Voltaire on religion, from the Philosophical Dictionary

World History 10

Dr. Korfhage

Reading questions:

• Why does Voltaire believe in the existence of God?

• What aspects of religious belief does Voltaire accept? What aspects of religious belief does he criticize?

• Does Voltaire believe that we have any religious duties?

• In what ways do Voltaire’s views reflect the influence of the Enlightenment?

We are intelligent beings: intelligent beings cannot have been formed by a crude, blind, insensible being: there is certainly some difference between the ideas of Newton and the dung of a mule. Newton's intelligence, therefore, came from another intelligence.

When we see a beautiful machine, we say that there is a good engineer, and that this engineer has excellent judgment. The world is assuredly an admirable machine; therefore there is in the world an admirable intelligence, wherever it may be. This argument is old, and none the worse for that….

But where is the Eternal Geometer? is He in one place or in all places, without occupying space? I have no idea. Is it of His own substance that He has arranged all things? I have no idea. Is He immense without quantity and without quality? I have no idea. All that I know is that one must worship Him and be just….

[A] catechist proclaims God to the children, and Newton demonstrates Him to the learned….

Men fattened on our substance cry to us: "Be persuaded that a she-ass has spoken; believe that a fish has swallowed a man and has given him up at the end of three days safe and sound on the shore; have no doubt that the God of the universe ordered one Jewish prophet to eat excrement (Ezekiel), and another prophet to buy two whores and to make with them sons of whoredom (Hosea).[1] These are the very words that the God of truth and purity has been made to utter; believe a hundred things either visibly abominable or mathematically impossible; unless you do, the God of pity will burn you, not only during millions of thousands of millions of centuries in the fire of hell, but through all eternity, whether you have a body, whether you have not."

These inconceivable absurdities revolt weak and rash minds, as well as wise and resolute minds. They say: "Our masters paint God to us as the most insensate and the most barbarous of all beings; therefore there is no God; but they should say: therefore our masters attribute to God their absurdities and their furies, therefore God is the contrary of what they proclaim, therefore God is as wise and as good as they make him out mad and wicked.

***

One is bound therefore to recognize an ineffable intelligence…. One must agree that this intelligence shines in the vilest insect as in the stars. And as regards moral and physical ill, what can one say, what do? Console oneself by enjoying physical and moral good, in worshipping the Eternal Being who has made one and permitted the other….

Source:

[1] All of these are stories from the Bible.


▸ **EXERCISE OBJECTIVE**
The required output is all lines below that contain the word "interactable".

(Source records)
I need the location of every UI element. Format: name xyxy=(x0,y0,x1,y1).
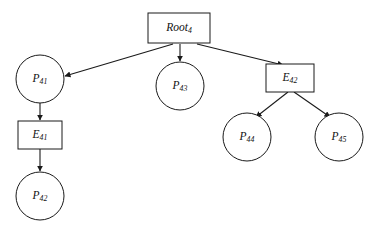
edge-e42-p45 xyxy=(294,92,330,117)
node-e41[interactable]: E41 xyxy=(18,121,62,149)
tree-diagram: Root4P41E41P42P43E42P44P45 xyxy=(0,0,376,238)
nodes-layer: Root4P41E41P42P43E42P44P45 xyxy=(16,13,363,220)
node-p41[interactable]: P41 xyxy=(16,55,64,103)
node-p43[interactable]: P43 xyxy=(156,62,204,110)
node-p42[interactable]: P42 xyxy=(16,172,64,220)
node-root4[interactable]: Root4 xyxy=(148,13,210,43)
edge-root4-p41 xyxy=(65,44,173,76)
diagram-canvas: Root4P41E41P42P43E42P44P45 xyxy=(0,0,376,238)
edge-root4-e42 xyxy=(197,44,283,65)
node-e42[interactable]: E42 xyxy=(266,64,314,92)
node-p44[interactable]: P44 xyxy=(223,113,271,161)
node-p45[interactable]: P45 xyxy=(315,113,363,161)
edge-e42-p44 xyxy=(256,92,288,117)
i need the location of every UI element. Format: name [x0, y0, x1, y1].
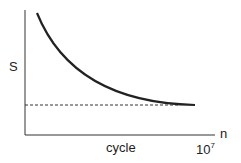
sn-diagram — [0, 0, 241, 163]
x-axis-label: cycle — [106, 141, 136, 154]
tick-exponent: 7 — [210, 141, 214, 150]
tick-base: 10 — [196, 142, 210, 157]
x-tick-label: 107 — [196, 143, 215, 156]
sn-curve — [37, 13, 195, 105]
x-axis-end-label: n — [220, 127, 227, 140]
y-axis-label: S — [9, 60, 18, 73]
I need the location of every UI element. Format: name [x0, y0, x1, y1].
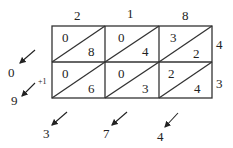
cell-ones: 2: [193, 46, 200, 61]
arrow-icon: [165, 113, 178, 127]
result-digit: 4: [157, 129, 164, 144]
cell-ones: 4: [194, 81, 201, 96]
cell-ones: 3: [142, 81, 149, 96]
arrow-icon: [22, 83, 35, 96]
multiplicand-digit: 2: [74, 8, 81, 23]
cell-tens: 0: [118, 30, 125, 45]
result-digit: 3: [43, 126, 50, 141]
result-digit: 0: [8, 65, 15, 80]
multiplicand-digit: 1: [127, 6, 134, 21]
cell-tens: 3: [170, 30, 177, 45]
cell-ones: 8: [88, 44, 95, 59]
cell-tens: 2: [168, 66, 175, 81]
lattice-diagram: 2 1 8 4 3 0 8 0 4 3 2 0 6 0 3 2 4 0 9 +1…: [0, 0, 233, 148]
result-digit: 9: [11, 93, 18, 108]
result-digit: 7: [103, 126, 110, 141]
cell-tens: 0: [62, 30, 69, 45]
multiplier-digit: 3: [216, 76, 223, 91]
multiplicand-digit: 8: [182, 8, 189, 23]
multiplier-digit: 4: [216, 37, 223, 52]
cell-ones: 6: [88, 81, 95, 96]
cell-tens: 0: [118, 66, 125, 81]
arrow-icon: [52, 112, 67, 125]
arrow-icon: [20, 50, 35, 63]
lattice-grid: [52, 26, 212, 98]
carry-label: +1: [38, 77, 47, 86]
cell-tens: 0: [62, 66, 69, 81]
cell-ones: 4: [142, 44, 149, 59]
arrow-icon: [112, 112, 127, 125]
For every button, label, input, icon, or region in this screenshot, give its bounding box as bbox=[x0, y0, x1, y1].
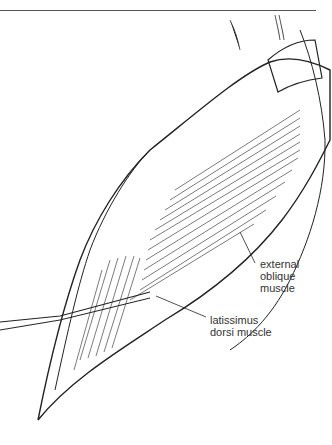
label-line: muscle bbox=[260, 282, 299, 294]
surgical-illustration bbox=[0, 0, 332, 445]
label-latissimus-dorsi: latissimus dorsi muscle bbox=[210, 314, 272, 338]
label-line: external bbox=[260, 258, 299, 270]
label-line: oblique bbox=[260, 270, 299, 282]
label-external-oblique: external oblique muscle bbox=[260, 258, 299, 294]
label-line: latissimus bbox=[210, 314, 272, 326]
label-line: dorsi muscle bbox=[210, 326, 272, 338]
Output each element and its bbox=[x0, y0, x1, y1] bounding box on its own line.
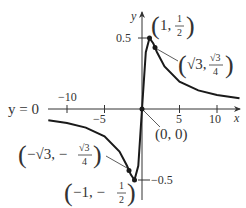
inflection-left-point bbox=[127, 168, 132, 173]
svg-text:2: 2 bbox=[177, 27, 182, 38]
label-max: ( 1, 1 2 ) bbox=[151, 11, 195, 40]
svg-text:−√3, −: −√3, − bbox=[27, 146, 67, 162]
svg-text:4: 4 bbox=[82, 156, 87, 167]
svg-text:√3: √3 bbox=[79, 142, 90, 153]
svg-text:1: 1 bbox=[177, 13, 182, 24]
x-tick-label-10: 10 bbox=[209, 112, 221, 126]
x-tick-label-5: 5 bbox=[176, 112, 182, 126]
function-graph: −10 −5 5 10 x y 0.5 −0.5 y = 0 ( 1, 1 2 … bbox=[0, 0, 246, 208]
y-axis-label: y bbox=[130, 9, 137, 23]
svg-text:): ) bbox=[93, 140, 102, 169]
svg-text:4: 4 bbox=[213, 66, 218, 77]
label-inflection-right: ( √3, √3 4 ) bbox=[178, 50, 234, 79]
svg-text:1: 1 bbox=[119, 180, 124, 191]
asymptote-label: y = 0 bbox=[8, 101, 39, 117]
x-axis-label: x bbox=[233, 111, 240, 125]
leader-origin bbox=[144, 111, 160, 127]
label-inflection-left: ( −√3, − √3 4 ) bbox=[18, 140, 102, 169]
svg-text:(: ( bbox=[178, 50, 187, 79]
svg-text:2: 2 bbox=[119, 194, 124, 205]
svg-text:): ) bbox=[127, 178, 136, 207]
svg-text:): ) bbox=[186, 11, 195, 40]
x-tick-label-neg5: −5 bbox=[93, 112, 106, 126]
origin-point bbox=[140, 107, 145, 112]
svg-text:√3,: √3, bbox=[187, 56, 206, 72]
label-min: ( −1, − 1 2 ) bbox=[64, 178, 136, 207]
y-tick-label-neg0.5: −0.5 bbox=[151, 173, 173, 187]
svg-text:−1, −: −1, − bbox=[73, 184, 105, 200]
svg-text:): ) bbox=[225, 50, 234, 79]
y-tick-label-0.5: 0.5 bbox=[116, 31, 131, 45]
svg-text:(: ( bbox=[151, 11, 160, 40]
inflection-right-point bbox=[153, 45, 158, 50]
svg-text:√3: √3 bbox=[210, 52, 221, 63]
label-origin: (0, 0) bbox=[155, 126, 188, 143]
svg-text:(: ( bbox=[18, 140, 27, 169]
svg-text:(: ( bbox=[64, 178, 73, 207]
svg-text:1,: 1, bbox=[160, 17, 171, 33]
x-tick-label-neg10: −10 bbox=[58, 90, 77, 104]
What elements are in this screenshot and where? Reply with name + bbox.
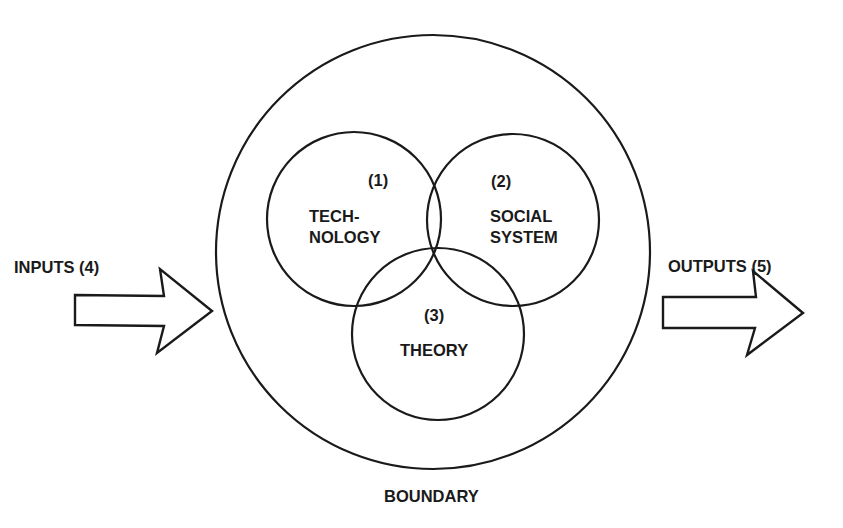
social-system-label-line1: SOCIAL [490, 207, 552, 225]
theory-circle [352, 248, 524, 420]
social-system-label-line2: SYSTEM [490, 228, 558, 246]
technology-label-line2: NOLOGY [309, 228, 381, 246]
technology-number: (1) [368, 171, 388, 189]
system-diagram: INPUTS (4) OUTPUTS (5) (1) TECH- NOLOGY … [0, 0, 843, 528]
technology-label-line1: TECH- [309, 207, 359, 225]
social-system-number: (2) [491, 172, 511, 190]
outputs-arrow-icon [663, 271, 803, 355]
theory-label: THEORY [400, 341, 468, 359]
outputs-label: OUTPUTS (5) [668, 257, 772, 275]
inputs-arrow-icon [75, 269, 212, 353]
inputs-label: INPUTS (4) [14, 258, 99, 276]
boundary-label: BOUNDARY [384, 487, 479, 505]
theory-number: (3) [424, 306, 444, 324]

▸ **SOLUTION FOR THIS TASK**
node-e41[interactable]: E41 xyxy=(18,121,62,149)
node-p41[interactable]: P41 xyxy=(16,55,64,103)
node-p43[interactable]: P43 xyxy=(156,62,204,110)
node-p42[interactable]: P42 xyxy=(16,172,64,220)
node-root4[interactable]: Root4 xyxy=(148,13,210,43)
node-e42[interactable]: E42 xyxy=(266,64,314,92)
node-p44[interactable]: P44 xyxy=(223,113,271,161)
node-p45[interactable]: P45 xyxy=(315,113,363,161)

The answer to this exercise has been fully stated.